Saturday, February 20, 2010

Passive Civil Disobedience: Perhaps Not the American Way?

As we have been talking about the non-violent approach to civil disobedience employed by Ghandi and his followers in India, and expounded upon in Satyagraha, I have thought more about why the American separation from the British Empire was so drastically different. While no sociologist or anthropologist who can identify the cultural reasons and implications of my idea, I nonetheless believe that there is something ingrained in the American psyche that causes us to be more forceful in defending our beliefs than other peoples around the world.

Looking back over our history, when the American people have tried to defend their rights, particularly those pertaining to freedom, we have always done so in a forceful way. Even before the Revolutionary War, we resorted to actions such as the Boston Tea Party; an act of destroying British property / goods. Then we had the Revolutionary War, followed by the War of 1812. After that, our country was firmly established, and our sovereignty secure.

The violence does not stop there, however. When the region now comprising Texas and the other border states with Mexico came into dispute in the mid-nineteenth century, the Mexican War ensued. Here, we had many future leaders of the American Civil War fighting alongside each other. Again, our response to possibly losing this land, this portion of our freedom, was war.

The American Civil War is arguably the greatest example of this trend in American history. No matter which cause of the war you agree with, be it to free the slaves held in the South or to defend a state's right to govern itself, you again have this idea of freedom being challenged. The resulting violent protest lasted four years and ended with over 350,000 wounded and nearly 200,000 dead. This was the ultimate example of the American reaction to threatened freedom, for it was American vs. American, each with their own views of why they were fighting.

Now, this is by no means to say that such events are unique to the history of the United States. It is merely intended as a way of identifying one possible reason why the idea of non-violent civil disobedience, which Kozinn points out is the main theme of Satyagraha, may seem rather foreign to our culture, one that has known violence as the standard reaction to threatened freedom.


TASK DETAILS
Which of the lines below include the word "students"? Pull each one out.

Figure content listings
--- START ---

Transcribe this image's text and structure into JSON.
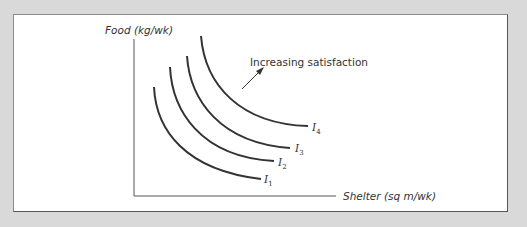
{
  "diagram": {
    "y_axis_label": "Food (kg/wk)",
    "x_axis_label": "Shelter (sq m/wk)",
    "annotation": "Increasing satisfaction",
    "curves": [
      {
        "name": "I",
        "sub": "1"
      },
      {
        "name": "I",
        "sub": "2"
      },
      {
        "name": "I",
        "sub": "3"
      },
      {
        "name": "I",
        "sub": "4"
      }
    ],
    "colors": {
      "background": "#d9d9d9",
      "panel": "#ffffff",
      "line": "#333333"
    }
  }
}
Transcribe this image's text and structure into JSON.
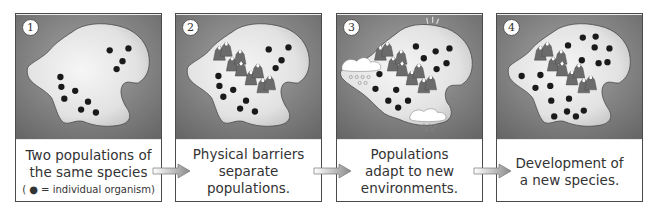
{
  "diagram": {
    "colors": {
      "panel_bg_dark": "#6e6e6e",
      "panel_bg_light": "#9a9a9a",
      "island_fill": "#e8e8e8",
      "organism_dot": "#1a1a1a",
      "mountain": "#6a6a6a",
      "border": "#4a4a4a",
      "text": "#333333"
    },
    "panels": [
      {
        "number": "1",
        "caption_lines": [
          "Two populations of",
          "the same species"
        ],
        "legend": "( ● = individual organism)",
        "has_mountains": false,
        "has_clouds": false,
        "organisms": [
          [
            95,
            36
          ],
          [
            114,
            34
          ],
          [
            108,
            47
          ],
          [
            102,
            55
          ],
          [
            45,
            63
          ],
          [
            46,
            73
          ],
          [
            60,
            77
          ],
          [
            49,
            85
          ],
          [
            73,
            88
          ],
          [
            66,
            96
          ],
          [
            81,
            99
          ]
        ]
      },
      {
        "number": "2",
        "caption_lines": [
          "Physical barriers",
          "separate",
          "populations."
        ],
        "has_mountains": true,
        "has_clouds": false,
        "organisms": [
          [
            94,
            35
          ],
          [
            114,
            33
          ],
          [
            107,
            46
          ],
          [
            101,
            54
          ],
          [
            43,
            62
          ],
          [
            44,
            72
          ],
          [
            58,
            76
          ],
          [
            48,
            83
          ],
          [
            71,
            87
          ],
          [
            65,
            95
          ],
          [
            80,
            98
          ]
        ]
      },
      {
        "number": "3",
        "caption_lines": [
          "Populations",
          "adapt to new",
          "environments."
        ],
        "has_mountains": true,
        "has_clouds": true,
        "organisms": [
          [
            80,
            32
          ],
          [
            100,
            37
          ],
          [
            114,
            34
          ],
          [
            88,
            44
          ],
          [
            111,
            49
          ],
          [
            101,
            55
          ],
          [
            43,
            60
          ],
          [
            39,
            75
          ],
          [
            60,
            76
          ],
          [
            52,
            87
          ],
          [
            72,
            87
          ],
          [
            62,
            94
          ]
        ]
      },
      {
        "number": "4",
        "caption_lines": [
          "Development of",
          "a new species."
        ],
        "has_mountains": true,
        "has_clouds": false,
        "organisms": [
          [
            87,
            23
          ],
          [
            100,
            22
          ],
          [
            72,
            31
          ],
          [
            99,
            33
          ],
          [
            114,
            34
          ],
          [
            86,
            46
          ],
          [
            112,
            48
          ],
          [
            103,
            49
          ],
          [
            25,
            62
          ],
          [
            44,
            61
          ],
          [
            39,
            74
          ],
          [
            54,
            72
          ],
          [
            55,
            87
          ],
          [
            73,
            85
          ],
          [
            71,
            98
          ],
          [
            88,
            97
          ],
          [
            58,
            103
          ],
          [
            80,
            103
          ]
        ]
      }
    ],
    "arrows": [
      {
        "from": "1",
        "to": "2"
      },
      {
        "from": "2",
        "to": "3"
      },
      {
        "from": "3",
        "to": "4"
      }
    ]
  }
}
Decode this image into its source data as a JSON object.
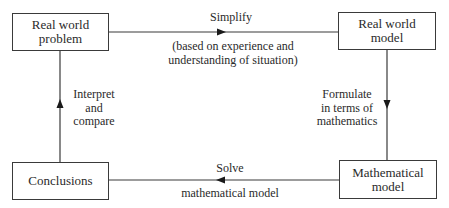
{
  "diagram": {
    "nodes": {
      "real_world_problem": {
        "line1": "Real world",
        "line2": "problem"
      },
      "real_world_model": {
        "line1": "Real world",
        "line2": "model"
      },
      "mathematical_model": {
        "line1": "Mathematical",
        "line2": "model"
      },
      "conclusions": {
        "line1": "Conclusions"
      }
    },
    "edges": {
      "simplify": {
        "label": "Simplify",
        "note_line1": "(based on experience and",
        "note_line2": "understanding of situation)"
      },
      "formulate": {
        "line1": "Formulate",
        "line2": "in terms of",
        "line3": "mathematics"
      },
      "solve": {
        "label": "Solve",
        "note": "mathematical model"
      },
      "interpret": {
        "line1": "Interpret",
        "line2": "and",
        "line3": "compare"
      }
    }
  }
}
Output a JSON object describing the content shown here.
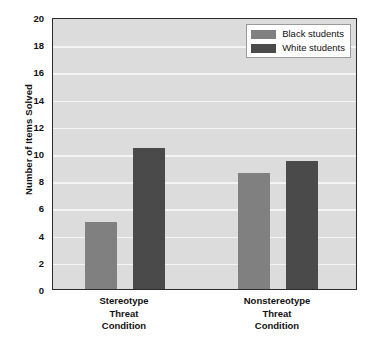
{
  "chart_data": {
    "type": "bar",
    "title": "",
    "subtitle": "",
    "xlabel": "",
    "ylabel": "Number of Items Solved",
    "ylim": [
      0,
      20
    ],
    "ytick_step": 2,
    "yticks": [
      0,
      2,
      4,
      6,
      8,
      10,
      12,
      14,
      16,
      18,
      20
    ],
    "ytick_labels": [
      "0",
      "2",
      "4",
      "6",
      "8",
      "10",
      "12",
      "14",
      "16",
      "18",
      "20"
    ],
    "grid": "horizontal",
    "legend_position": "top-right-inside",
    "categories": [
      "Stereotype Threat Condition",
      "Nonstereotype Threat Condition"
    ],
    "category_lines": [
      [
        "Stereotype",
        "Threat",
        "Condition"
      ],
      [
        "Nonstereotype",
        "Threat",
        "Condition"
      ]
    ],
    "series": [
      {
        "name": "Black students",
        "color": "#808080",
        "values": [
          4.9,
          8.55
        ]
      },
      {
        "name": "White students",
        "color": "#4a4a4a",
        "values": [
          10.35,
          9.4
        ]
      }
    ],
    "plot_background": "#dcdcdc",
    "gridline_color": "#f4f4f4",
    "axis_color": "#2b2b2b",
    "legend_background": "#ffffff"
  },
  "legend": {
    "items": [
      {
        "label": "Black students",
        "color": "#808080"
      },
      {
        "label": "White students",
        "color": "#4a4a4a"
      }
    ]
  }
}
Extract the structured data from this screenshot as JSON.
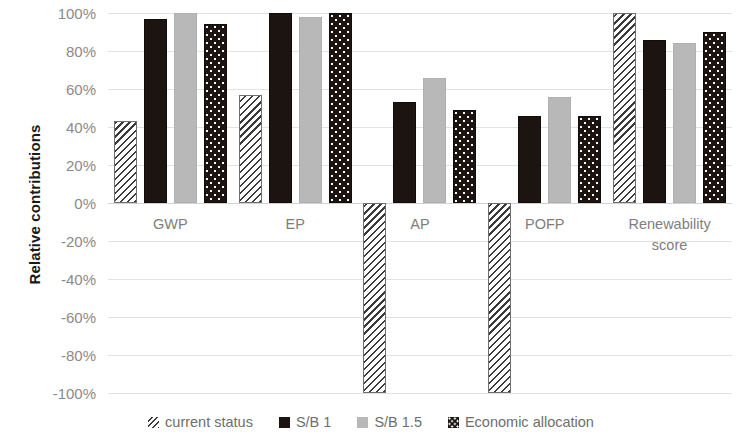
{
  "chart_data": {
    "type": "bar",
    "title": "",
    "xlabel": "",
    "ylabel": "Relative contributions",
    "ylim": [
      -100,
      100
    ],
    "ytick_step": 20,
    "ytick_labels": [
      "100%",
      "80%",
      "60%",
      "40%",
      "20%",
      "0%",
      "-20%",
      "-40%",
      "-60%",
      "-80%",
      "-100%"
    ],
    "ytick_values": [
      100,
      80,
      60,
      40,
      20,
      0,
      -20,
      -40,
      -60,
      -80,
      -100
    ],
    "grid": true,
    "legend_position": "bottom",
    "categories": [
      "GWP",
      "EP",
      "AP",
      "POFP",
      "Renewability score"
    ],
    "category_lines": [
      [
        "GWP"
      ],
      [
        "EP"
      ],
      [
        "AP"
      ],
      [
        "POFP"
      ],
      [
        "Renewability",
        "score"
      ]
    ],
    "series": [
      {
        "name": "current status",
        "pattern": "hatch",
        "color": "#3a3a3a",
        "values": [
          43,
          57,
          -100,
          -100,
          100
        ]
      },
      {
        "name": "S/B 1",
        "pattern": "solid",
        "color": "#1c1411",
        "values": [
          97,
          100,
          53,
          46,
          86
        ]
      },
      {
        "name": "S/B 1.5",
        "pattern": "solid",
        "color": "#b8b8b8",
        "values": [
          100,
          98,
          66,
          56,
          84
        ]
      },
      {
        "name": "Economic allocation",
        "pattern": "dots",
        "color": "#1c1411",
        "values": [
          94,
          100,
          49,
          46,
          90
        ]
      }
    ]
  }
}
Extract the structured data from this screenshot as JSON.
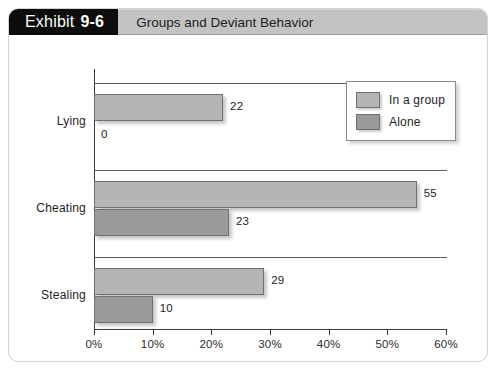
{
  "exhibit": {
    "badge_label": "Exhibit",
    "badge_number": "9-6",
    "title": "Groups and Deviant Behavior"
  },
  "legend": {
    "items": [
      {
        "label": "In a group",
        "color": "#b5b5b5"
      },
      {
        "label": "Alone",
        "color": "#9a9a9a"
      }
    ]
  },
  "chart_data": {
    "type": "bar",
    "orientation": "horizontal",
    "title": "Groups and Deviant Behavior",
    "xlabel": "",
    "ylabel": "",
    "categories": [
      "Lying",
      "Cheating",
      "Stealing"
    ],
    "series": [
      {
        "name": "In a group",
        "color": "#b5b5b5",
        "values": [
          22,
          55,
          29
        ]
      },
      {
        "name": "Alone",
        "color": "#9a9a9a",
        "values": [
          0,
          23,
          10
        ]
      }
    ],
    "value_labels": {
      "In a group": [
        "22",
        "55",
        "29"
      ],
      "Alone": [
        "0",
        "23",
        "10"
      ]
    },
    "xlim": [
      0,
      60
    ],
    "xtick_values": [
      0,
      10,
      20,
      30,
      40,
      50,
      60
    ],
    "xtick_labels": [
      "0%",
      "10%",
      "20%",
      "30%",
      "40%",
      "50%",
      "60%"
    ],
    "grid": false,
    "legend_position": "top-right",
    "value_unit": "%"
  }
}
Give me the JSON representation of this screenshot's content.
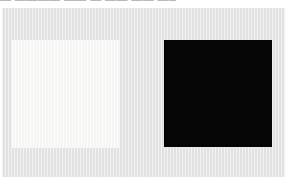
{
  "caption": {
    "text": "— ———— —— — —— —— ———",
    "note": "caption text clipped by top edge of screenshot; glyphs not legible"
  },
  "panel": {
    "name": "image-panel",
    "background_color": "#e4e4e4"
  },
  "swatches": [
    {
      "name": "white-square",
      "label": "",
      "color": "#f7f7f5"
    },
    {
      "name": "black-square",
      "label": "",
      "color": "#050505"
    }
  ],
  "page": {
    "background_color": "#ffffff"
  }
}
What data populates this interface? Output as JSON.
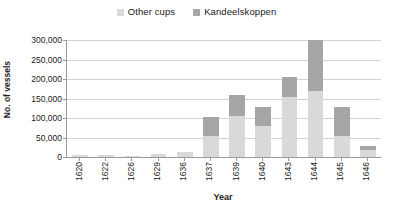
{
  "chart_data": {
    "type": "bar",
    "title": "",
    "subtitle": "",
    "xlabel": "Year",
    "ylabel": "No. of vessels",
    "stacked": true,
    "grid": true,
    "legend_position": "top-center",
    "ylim": [
      0,
      300000
    ],
    "ytick_labels": [
      "300,000",
      "250,000",
      "200,000",
      "150,000",
      "100,000",
      "50,000",
      "0"
    ],
    "ytick_values": [
      300000,
      250000,
      200000,
      150000,
      100000,
      50000,
      0
    ],
    "categories": [
      "1620",
      "1622",
      "1626",
      "1629",
      "1636",
      "1637",
      "1639",
      "1640",
      "1643",
      "1644",
      "1645",
      "1646"
    ],
    "series": [
      {
        "name": "Other cups",
        "color": "#d9d9d9",
        "values": [
          5000,
          6000,
          2000,
          8000,
          13000,
          55000,
          105000,
          80000,
          155000,
          170000,
          55000,
          18000
        ]
      },
      {
        "name": "Kandeelskoppen",
        "color": "#a6a6a6",
        "values": [
          0,
          0,
          0,
          0,
          0,
          47000,
          53000,
          48000,
          50000,
          130000,
          73000,
          10000
        ]
      }
    ],
    "totals": [
      5000,
      6000,
      2000,
      8000,
      13000,
      102000,
      158000,
      128000,
      205000,
      300000,
      128000,
      28000
    ],
    "axis_color": "#9a9a9a",
    "gridline_color": "#d2d2d2",
    "background": "#ffffff"
  }
}
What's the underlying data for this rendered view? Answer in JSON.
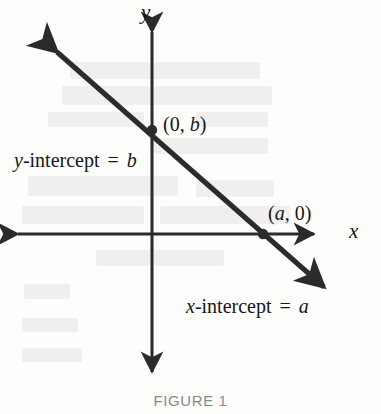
{
  "figure": {
    "caption": "FIGURE 1",
    "background_color": "#fdfdfc",
    "ink_color": "#2b2b2b",
    "text_color": "#171717",
    "caption_color": "#8a8a8a"
  },
  "axes": {
    "x_axis_label": "x",
    "y_axis_label": "y",
    "origin": {
      "x": 152,
      "y": 234
    },
    "x_axis": {
      "from_x": 12,
      "to_x": 320,
      "y": 234,
      "arrows": "both"
    },
    "y_axis": {
      "x": 152,
      "from_y": 26,
      "to_y": 378,
      "arrows": "both"
    }
  },
  "line": {
    "start": {
      "x": 48,
      "y": 44
    },
    "end": {
      "x": 333,
      "y": 295
    },
    "arrows": "both",
    "stroke_width": 5
  },
  "points": [
    {
      "name": "y-intercept",
      "label_open": "(0, ",
      "label_var": "b",
      "label_close": ")",
      "dot": {
        "x": 152,
        "y": 130
      },
      "label_pos": {
        "x": 163,
        "y": 114
      }
    },
    {
      "name": "x-intercept",
      "label_open": "(",
      "label_var": "a",
      "label_close": ", 0)",
      "dot": {
        "x": 263,
        "y": 234
      },
      "label_pos": {
        "x": 268,
        "y": 203
      }
    }
  ],
  "annotations": [
    {
      "name": "y-intercept-equation",
      "var_lead": "y",
      "text_mid": "-intercept",
      "equals": "=",
      "var_tail": "b",
      "pos": {
        "x": 14,
        "y": 150
      }
    },
    {
      "name": "x-intercept-equation",
      "var_lead": "x",
      "text_mid": "-intercept",
      "equals": "=",
      "var_tail": "a",
      "pos": {
        "x": 186,
        "y": 296
      }
    }
  ],
  "bleed_through": [
    {
      "x": 70,
      "y": 62,
      "w": 190,
      "h": 17
    },
    {
      "x": 62,
      "y": 86,
      "w": 210,
      "h": 19
    },
    {
      "x": 48,
      "y": 112,
      "w": 96,
      "h": 15
    },
    {
      "x": 196,
      "y": 112,
      "w": 72,
      "h": 15
    },
    {
      "x": 150,
      "y": 138,
      "w": 118,
      "h": 16
    },
    {
      "x": 28,
      "y": 176,
      "w": 150,
      "h": 20
    },
    {
      "x": 196,
      "y": 180,
      "w": 78,
      "h": 17
    },
    {
      "x": 22,
      "y": 206,
      "w": 122,
      "h": 18
    },
    {
      "x": 160,
      "y": 206,
      "w": 130,
      "h": 18
    },
    {
      "x": 96,
      "y": 250,
      "w": 128,
      "h": 16
    },
    {
      "x": 24,
      "y": 284,
      "w": 46,
      "h": 15
    },
    {
      "x": 22,
      "y": 318,
      "w": 56,
      "h": 14
    },
    {
      "x": 22,
      "y": 348,
      "w": 60,
      "h": 14
    }
  ]
}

--- END ---

RESULT
        "name": "Black students",
        "name": "White students",
        "label": "Black students",
        "label": "White students",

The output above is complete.